At one such event, Frankie Seabron, an organizer with Harriet’s Wildest Dreams (HWD) said, “We need to keep Black people in this city safe. We need to keep youth, migrants, and our unhoused people safe. Because those are the people who this fascist system is targeting.”
Last Saturday, the DC Against Trump Coalition (DCAT) started a rally at 14th and U in one of DC’s curfew zones, where minors are barred from gathering after 8 pm, allowing police to target Black youths as soon as the sun goes down. The event ended with groups of protesters patrolling different areas of DC up until 4 am.
This is becoming its own method of organizing. During the last week, the night patrols have grown in number and frequency. They often occur after mobilizing rallies from organizations and coalitions like FreeDC, HWD, DCAT, and the independent DC media group Liberation Lens. It can be dizzying keeping up, but FreeDC’s calendar is a good start.

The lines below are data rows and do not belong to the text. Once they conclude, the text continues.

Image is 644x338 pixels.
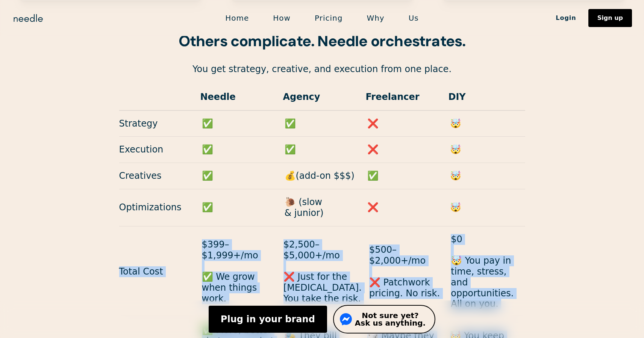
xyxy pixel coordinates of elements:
[597,15,623,21] div: Sign up
[366,92,419,102] strong: Freelancer
[119,118,194,129] p: Strategy
[303,10,354,26] a: Pricing
[367,170,442,181] p: ✅
[261,10,303,26] a: How
[201,92,236,102] strong: Needle
[285,118,360,129] p: ✅
[179,31,466,51] strong: Others complicate. Needle orchestrates.
[283,239,362,304] p: $2,500–$5,000+/mo ❌ Just for the [MEDICAL_DATA]. You take the risk.
[369,245,443,299] p: $500–$2,000+/mo ❌ Patchwork pricing. No risk.
[544,11,588,24] a: Login
[202,170,277,181] p: ✅
[450,202,525,213] p: 🤯
[119,202,194,213] p: Optimizations
[285,170,360,181] p: 💰(add-on $$$)
[588,9,632,27] a: Sign up
[202,118,277,129] p: ✅
[333,305,436,333] a: Not sure yet?Ask us anything.
[202,202,277,213] p: ✅
[221,315,315,324] div: Plug in your brand
[208,306,327,333] a: Plug in your brand
[354,10,396,26] a: Why
[119,170,194,181] p: Creatives
[397,10,431,26] a: Us
[367,118,442,129] p: ❌
[202,144,277,155] p: ✅
[283,92,320,102] strong: Agency
[367,202,442,213] p: ❌
[450,144,525,155] p: 🤯
[285,197,360,219] p: 🐌 (slow & junior)
[449,92,466,102] strong: DIY
[450,118,525,129] p: 🤯
[119,266,194,277] p: Total Cost
[285,144,360,155] p: ✅
[450,170,525,181] p: 🤯
[367,144,442,155] p: ❌
[202,239,276,304] p: $399–$1,999+/mo ✅ We grow when things work.
[213,10,261,26] a: Home
[355,312,426,327] div: Not sure yet? Ask us anything.
[119,144,194,155] p: Execution
[451,234,525,310] p: $0 🤯 You pay in time, stress, and opportunities. All on you.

This week a group of fed-up military veterans associated with the group FLARE USA, which stands for For Liberation And Resistance Everywhere, have joined in on the overnight cop-watch efforts. “We are also here to disrupt ICE Raids,” retired marine Mathew Gordon told us. “ICE is kidnapping people off the streets, and we are doing everything they possibly can to make their lives miserable.” These vets go to ICE checkpoints and pepper the agents with harsh questions on camera about the immorality and illegality of their actions until they leave.
When FLARE vets approach National Guard members, they employ a calmer, less confrontational strategy, educating them about their rights to challenge orders they think could be illegal. Gordon said this was more effective since “most are much younger and don’t want to be here.” FLARE will have a series of actions next week.
“We feel that deploying the US military to the streets of Washington, DC, to police our own citizens is unconstitutional,” Gordon told us. “We took an oath to support and defend this country against all enemies foreign and domestic—that is our oath, and that oath doesn’t expire.”
There’s a common and familiar refrain at protests, which in DC has become more than slogan—it’s an organizing principle. Ty Hopson Powell at the Defend the District go-go rally repeated it to us as he explained the importance of grassroots organizing: “It is us that will save us! It is the message that we have been saying on the streets for years as frontline organizers who are the most invested in this work. WE WILL SAVE US! They won’t save us.”
Local government institutions certainly will not, as Washington’s Mayor Muriel Bowser has made perfectly clear. Even though 80 percent of the city feels “less safe” since the occupation began, Bowser is in open collaboration with Trump, praising him earlier this week for what she pointedly calls “the surge” and undercutting not only the people she represents but also other cities facing down this regime’s threats to make urban militarization the new normal.
The failures of Bowser and the city government to stand up for its residents means Powell’s words have never rang truer. No one is coming to save the people in DC—and yet, no one should bet against the people of DC saving themselves. “What does keep us safe is people showing up for one another,” said Orr. “Cop watch, night patrols, mutual aid—these are ways communities step in to protect each other when institutions only cause harm. When we document, de-escalate, offer medical care, or simply stand beside someone in crisis, we’re proving that safety comes from solidarity, not surveillance.”
Doing this kind of work empowers communities, and the videos expose the truth of life under occupation more effectively than a thousand empty speeches. “This isn’t about individuals playing hero,” said Barr. “It’s about collective accountability and care. The most important thing is to start where you are, with the skills and resources you already have.”